Every so often, the wacka-wacka of a chopper would crack the stillness below Greefswald’s plateau, and an SA-330C Puma would disgorge Levin for consultations. When Bubbles arrived, sweating through his khakis, Itiel knew that he and his fellow recruits would be spared hard labour until the doctor returned to Pretoria. In an unbreakable cycle, their tormentor became their saviour became their tormentor. “There are very few people on earth that went through what we went through physically and mentally,” Itiel told me. “It was hell.”
But the secret could not be contained. Although Levin left the camp’s administration in 1974, the death knell was not properly sounded until 1977, when Greefswald’s violence spilled over the Botswana border. Three roofies gang-raped a woman, who was eight months pregnant at the time. The attack occurred within full view of her mother and sparked an international incident so serious that even the apartheid government could not cover it up.

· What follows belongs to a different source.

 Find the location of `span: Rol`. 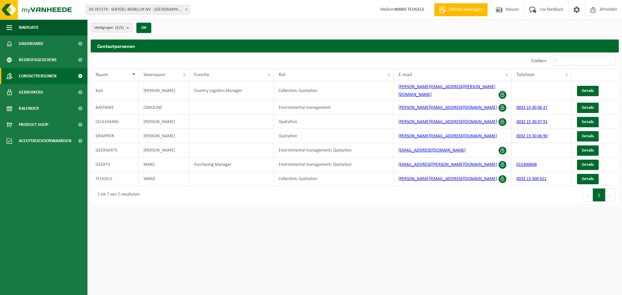

span: Rol is located at coordinates (282, 75).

After Levin’s discharge, he transferred to Addington Hospital, in Durban, where he served as principal specialist and head of the department of psychiatry between 1975 and 1981. He then took a university post in Bloemfontein, followed by a quiet stint as a psychiatry professor at Rhodes University, in Grahamstown, treating patients in a reviled institution called Fort England. His notoriety faded along with his influence. “He had this attitude of, Why would you listen to me? I’m just a big fat frog,” a former patient told me.

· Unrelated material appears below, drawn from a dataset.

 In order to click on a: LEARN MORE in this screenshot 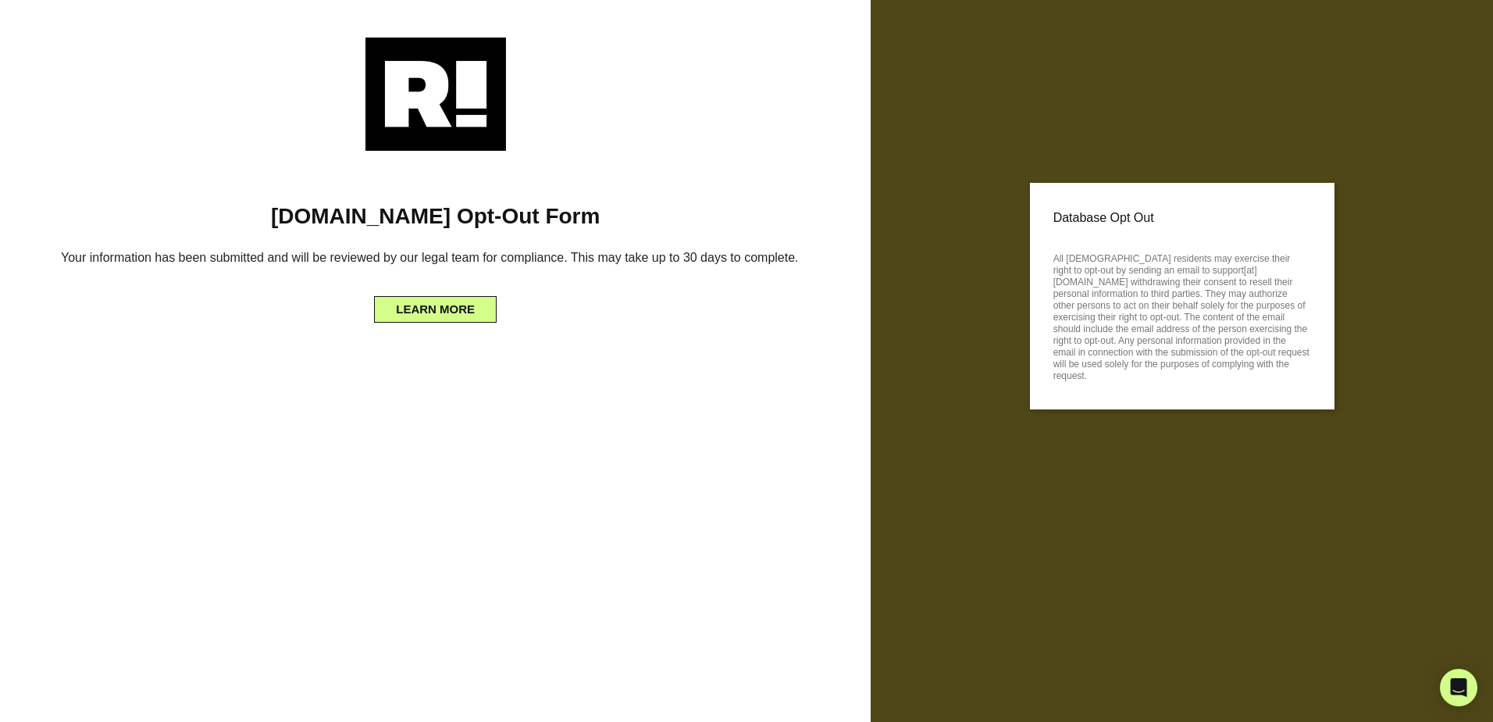, I will do `click(435, 305)`.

Nonetheless, like many of his peers, Levin must have known that when apartheid ended, his medical innovations would be recast as his crimes. In 1995, just a year after the inauguration of democracy in South Africa, the doctor and his family evaporated. One day, he was in his rooms at Fort England. The next day, he wasn’t. He left in such a rush, claimed his successor, that he didn’t even clean out his office. South African justice, blinder than most, would never catch a glimpse of him again.
The Levin family moved to Calgary in 1998 and soon settled in a quiet, leafy neighbourhood in the city’s southwest. Aubrey joined the House of Jacob Mikveh Israel synagogue, participating in the familiar rhythms and rituals of Orthodox Judaism, and he became familiar in turn—the obese, devout psychiatrist, an avid reader of non-fiction books and newspapers.
Three years before arriving in Calgary, Levin had moved to Canada and been granted a medical licence based on a dazzling fifteen-page CV he presented to the College of Physicians and Surgeons of Saskatchewan. He quickly became chief of psychiatry at the Regional Psychiatric Centre of Saskatoon, a correctional facility. His resumé read like an inversion of The aVersion Project, trumpeting his past as an apartheid-era military psychiatrist, detailing his work with drug users, and quoting proudly the review of his doctoral thesis. The CV made no mention of his conversion program, nor of the camp built near the banks of the Limpopo and Shashe.
Nonetheless, there was more than enough in its pages to give one pause. Had the CPSS investigated Levin more thoroughly, it would have found several black marks on his record after he was discharged in 1974. During his tenure at Durban’s Addington Hospital, two complaints were filed with the registrar of the South African Medical and Dental Council. Both concerned invasive physical examinations that accompanied psychiatric consultations. Even when one of the patients later retracted his complaint, his account was disturbing:
He asked me to take off my shoes, socks, and shirt and lie on the examination table . . . he asked me to pull down my underpants and examined my penis, about which I had complained, he pulled the skin completely back, and then he showed me the redness and the inflammation, asked how it felt. He then took a cream or ointment from a small jar and put it around the inflammation, which aroused me physically, although it was not my intention or Dr. Levine’s [sic] intention to do anything which might have been abnormal. . . .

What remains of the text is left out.